In the 300-resident community of Grantham, fears of finding more dead were rampant, Australia's Daily Telegraph reported, with officials suspecting that many could be trapped in a mass underwater grave created by a collapsed bridge.

"You'd have to think with 30-odd cars here, we're about to find some pretty unpleasant things," a police officer at the scene told the newspaper.

Dramatic video captured the power of the roaring water: A yacht ripped from its moorings rocketed down the river and suddenly sank after hitting a submerged object. Two men on board were thrown into the water and rescued by people on a small aluminum boat nearby.

Bligh warned the cleanup task would be of "postwar proportions." Water was still high in some areas Friday, but had pulled back dramatically in others to reveal mountains of muddy wreckage. Officials asked the Australian Defence Force for a minesweeper to search the mouth of the river for sunken debris.



Prime Minister Julia Gillard doubled the number of defense personnel involved in the recovery effort to 1,200, the largest deployment for a natural disaster since Cyclone Tracy destroyed the northern city of Darwin in 1974.

"There's a lot of dirt, a lot of filth, a lot of mess that needs to be cleaned up," Gillard said. "We've been through some very difficult days and there's still a lot to go through in the weeks and months that lie ahead."

About 57,000 homes were still without power across Queensland, and the military was delivering food, clothes and other supplies to areas still cut off by the waters.



Health officials warned people to throw out anything that had touched the contaminated waters. Throughout Brisbane, a sickening odor of spoiled food and the river's muck wafted through the air.

"What the city has to prepare itself for ... is the unbearable stench," Bligh said. "The smell of it is just unspeakable."

Brisbane resident Kirsten Norquay was trying to figure out how to break the news to her hospitalized sister that everything she owns is now destroyed.

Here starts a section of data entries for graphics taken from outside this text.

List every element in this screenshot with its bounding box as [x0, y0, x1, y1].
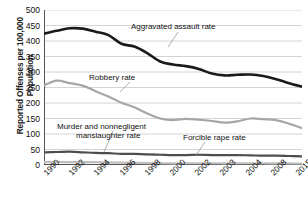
crime-rate-line-chart: Reported Offenses per 100,000 Population… [0, 0, 308, 200]
y-tick-350: 350 [14, 53, 40, 62]
y-tick-0: 0 [14, 161, 40, 170]
murder-label-line1: Murder and nonnegligent [57, 122, 146, 131]
annotation-leader-0 [168, 32, 178, 47]
y-tick-250: 250 [14, 84, 40, 93]
y-tick-50: 50 [14, 146, 40, 155]
series-line-forcible-rape-rate [44, 152, 302, 157]
y-tick-450: 450 [14, 22, 40, 31]
y-tick-150: 150 [14, 115, 40, 124]
plot-svg [44, 10, 302, 165]
y-tick-400: 400 [14, 37, 40, 46]
forcible-rape-label: Forcible rape rate [183, 133, 246, 142]
y-axis-tick-labels: 500450400350300250200150100500 [14, 0, 40, 200]
series-line-aggravated-assault-rate [44, 28, 302, 86]
annotation-leader-1 [120, 82, 130, 92]
plot-area [44, 10, 302, 165]
murder-label-line2: manslaughter rate [76, 131, 140, 140]
x-axis-tick-labels: 1990199219941996199820002002200320042008… [44, 166, 308, 200]
annotation-leader-3 [196, 142, 205, 155]
y-tick-500: 500 [14, 6, 40, 15]
aggravated-assault-label: Aggravated assault rate [131, 22, 216, 31]
y-tick-100: 100 [14, 130, 40, 139]
y-tick-200: 200 [14, 99, 40, 108]
y-tick-300: 300 [14, 68, 40, 77]
robbery-label: Robbery rate [89, 73, 135, 82]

Norquay's sister, who is mentally ill, lives on the ground floor of their house and had no idea muddy floodwaters had ruined all of her belongings. She was due to be released from the hospital Friday, and Norquay feared she would have a breakdown when confronted by the devastating sight of the wreckage.



"We have like a massive pile of all her life's belongings on the front grass," she said. "The only thing I saved was her photos."

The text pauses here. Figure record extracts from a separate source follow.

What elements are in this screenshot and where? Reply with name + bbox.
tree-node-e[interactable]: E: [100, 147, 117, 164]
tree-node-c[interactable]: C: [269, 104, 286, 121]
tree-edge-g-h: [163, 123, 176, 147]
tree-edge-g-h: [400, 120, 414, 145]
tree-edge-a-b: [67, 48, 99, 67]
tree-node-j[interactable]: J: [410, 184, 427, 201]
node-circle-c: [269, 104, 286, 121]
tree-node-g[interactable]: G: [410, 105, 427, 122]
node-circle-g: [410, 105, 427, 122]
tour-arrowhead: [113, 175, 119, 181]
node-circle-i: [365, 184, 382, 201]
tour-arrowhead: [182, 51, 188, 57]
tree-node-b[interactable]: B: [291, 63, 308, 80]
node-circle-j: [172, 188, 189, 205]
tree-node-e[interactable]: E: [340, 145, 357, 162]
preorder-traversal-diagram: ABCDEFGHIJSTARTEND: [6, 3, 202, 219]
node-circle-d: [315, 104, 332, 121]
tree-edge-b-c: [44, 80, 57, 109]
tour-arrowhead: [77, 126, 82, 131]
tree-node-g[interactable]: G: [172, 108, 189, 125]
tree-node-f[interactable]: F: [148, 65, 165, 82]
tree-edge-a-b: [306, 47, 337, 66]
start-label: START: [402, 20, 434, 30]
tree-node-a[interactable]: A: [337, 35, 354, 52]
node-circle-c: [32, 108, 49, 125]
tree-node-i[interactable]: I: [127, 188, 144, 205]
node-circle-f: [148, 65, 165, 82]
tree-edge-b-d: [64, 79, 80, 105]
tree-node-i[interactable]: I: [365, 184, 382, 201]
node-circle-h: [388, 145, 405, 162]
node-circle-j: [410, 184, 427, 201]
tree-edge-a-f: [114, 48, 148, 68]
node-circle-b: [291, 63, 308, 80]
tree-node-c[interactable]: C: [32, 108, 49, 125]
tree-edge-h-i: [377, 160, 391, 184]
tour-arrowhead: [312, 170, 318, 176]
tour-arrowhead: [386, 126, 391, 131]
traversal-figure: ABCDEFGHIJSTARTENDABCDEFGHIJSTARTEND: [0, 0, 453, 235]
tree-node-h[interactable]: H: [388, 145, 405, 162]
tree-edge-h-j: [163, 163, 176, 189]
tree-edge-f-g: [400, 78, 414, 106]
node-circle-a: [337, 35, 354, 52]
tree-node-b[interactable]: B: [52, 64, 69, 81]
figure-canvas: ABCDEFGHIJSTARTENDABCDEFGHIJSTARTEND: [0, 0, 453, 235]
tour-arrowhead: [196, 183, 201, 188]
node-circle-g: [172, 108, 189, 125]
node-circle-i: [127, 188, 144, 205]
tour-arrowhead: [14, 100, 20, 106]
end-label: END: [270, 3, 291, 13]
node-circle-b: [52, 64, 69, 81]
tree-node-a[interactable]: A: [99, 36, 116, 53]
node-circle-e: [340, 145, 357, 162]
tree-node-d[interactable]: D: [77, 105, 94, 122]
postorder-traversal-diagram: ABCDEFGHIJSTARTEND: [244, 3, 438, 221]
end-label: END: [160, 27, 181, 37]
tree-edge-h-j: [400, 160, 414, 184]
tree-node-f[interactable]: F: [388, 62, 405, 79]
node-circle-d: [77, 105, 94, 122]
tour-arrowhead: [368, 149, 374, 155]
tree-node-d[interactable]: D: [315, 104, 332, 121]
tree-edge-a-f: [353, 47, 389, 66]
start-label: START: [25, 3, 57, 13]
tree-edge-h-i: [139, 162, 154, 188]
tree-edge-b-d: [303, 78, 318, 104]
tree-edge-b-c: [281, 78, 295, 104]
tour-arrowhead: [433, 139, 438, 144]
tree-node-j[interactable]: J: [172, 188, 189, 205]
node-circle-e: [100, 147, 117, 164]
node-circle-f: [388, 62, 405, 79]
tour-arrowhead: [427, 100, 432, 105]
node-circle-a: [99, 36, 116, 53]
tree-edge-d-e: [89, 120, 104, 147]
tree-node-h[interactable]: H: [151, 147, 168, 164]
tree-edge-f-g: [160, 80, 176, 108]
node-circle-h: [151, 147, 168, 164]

Police officers were patrolling Brisbane's flooded streets around the clock. Six people have been charged with looting.

The flooding across Queensland has submerged dozens of towns — some three times — after several weeks of driving rain fell in the tropical northeast. Highways and rail lines have been washed away, and the disaster is shaping up to be Australia's costliest. Damage estimates were already at $5 billion before the floodwaters swamped Brisbane.

Heavy rains in the southern state of Victoria were also causing flooding there. Around 2,000 people from 400 homes across Victoria have been evacuated, State Emergency Service spokeswoman Jilly Charlwood said. In the state capital of Melbourne, Australia's second largest city, the Yarra River washed over its banks and onto an adjacent pedestrian walkway, she said.